▶ **WORK TO COMPLETE**
Only the lines from the one with "The image size" through the end of the data below belong in the answer, restated word for word, pictures excluded.

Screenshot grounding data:

-=-=-

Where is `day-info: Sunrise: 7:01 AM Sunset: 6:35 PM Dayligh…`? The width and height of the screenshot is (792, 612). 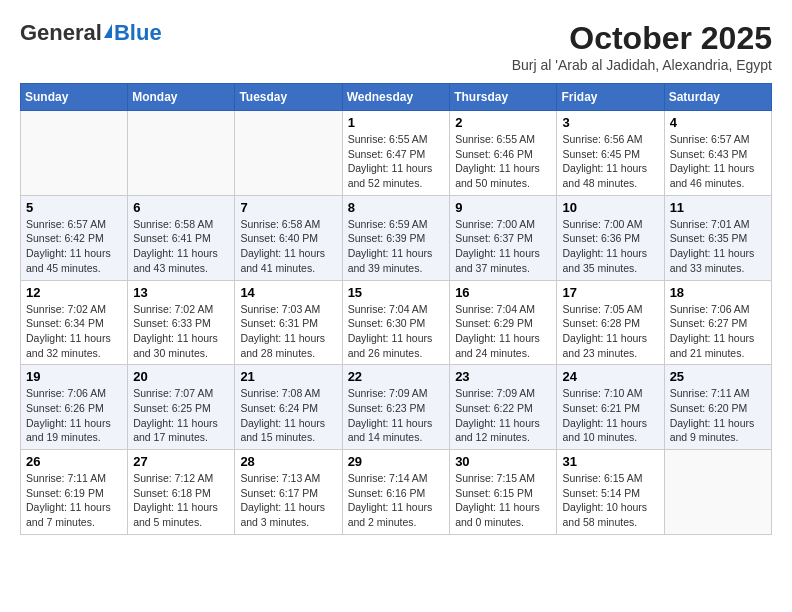 day-info: Sunrise: 7:01 AM Sunset: 6:35 PM Dayligh… is located at coordinates (718, 246).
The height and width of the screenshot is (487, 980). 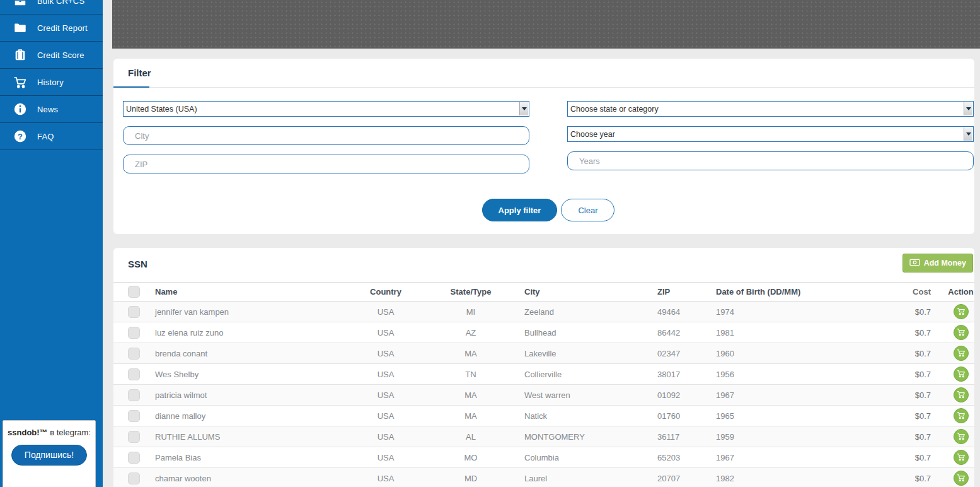 What do you see at coordinates (954, 291) in the screenshot?
I see `header-action: Action` at bounding box center [954, 291].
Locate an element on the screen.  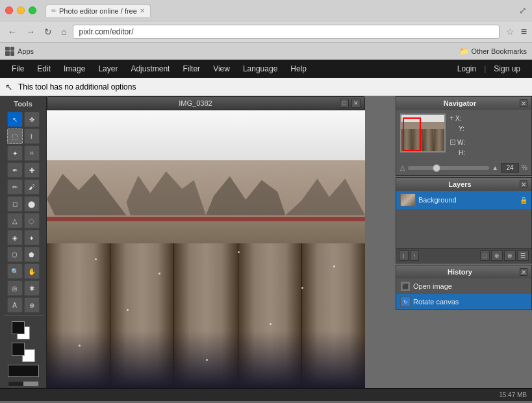
signup-link: Sign up is located at coordinates (507, 69).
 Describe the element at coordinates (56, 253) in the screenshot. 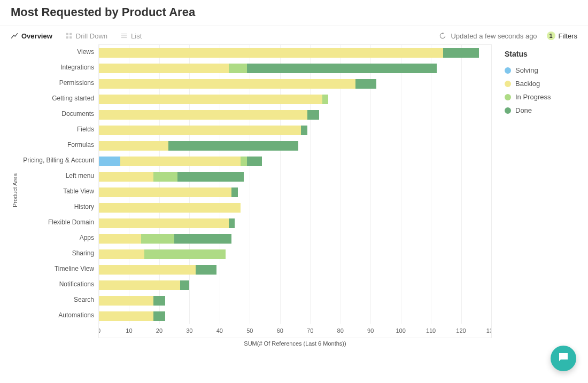

I see `category-label: Sharing` at that location.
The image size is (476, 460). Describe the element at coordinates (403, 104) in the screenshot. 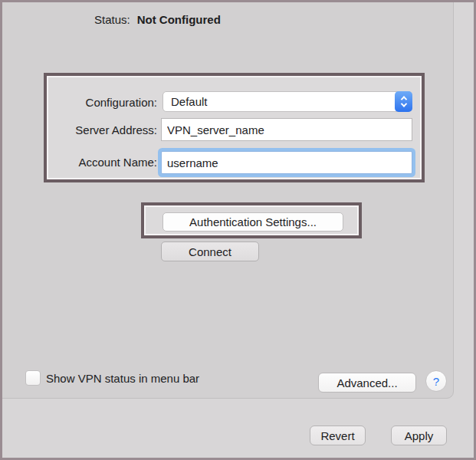

I see `chevron-down-icon` at that location.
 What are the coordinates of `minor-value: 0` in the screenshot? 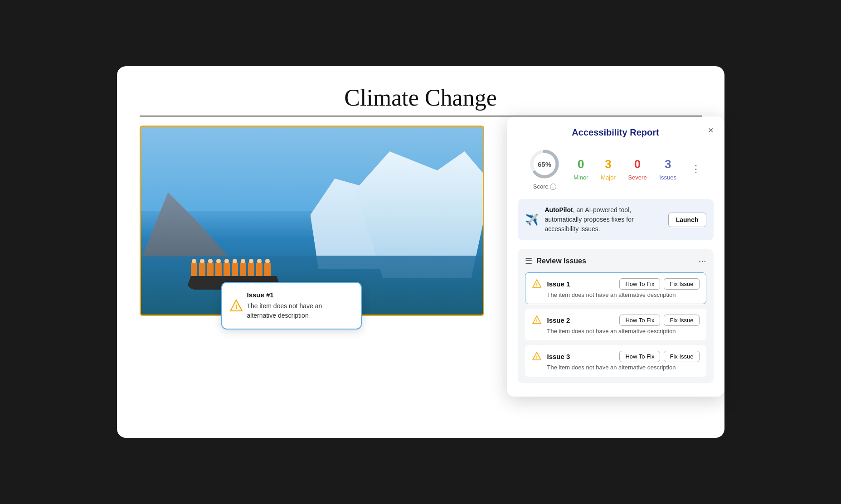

-=-=-

▶ **WRITTEN REPLY**
The image size is (476, 460). Describe the element at coordinates (403, 104) in the screenshot. 

I see `chevron-down-icon` at that location.
 What are the coordinates of `minor-value: 0` in the screenshot? 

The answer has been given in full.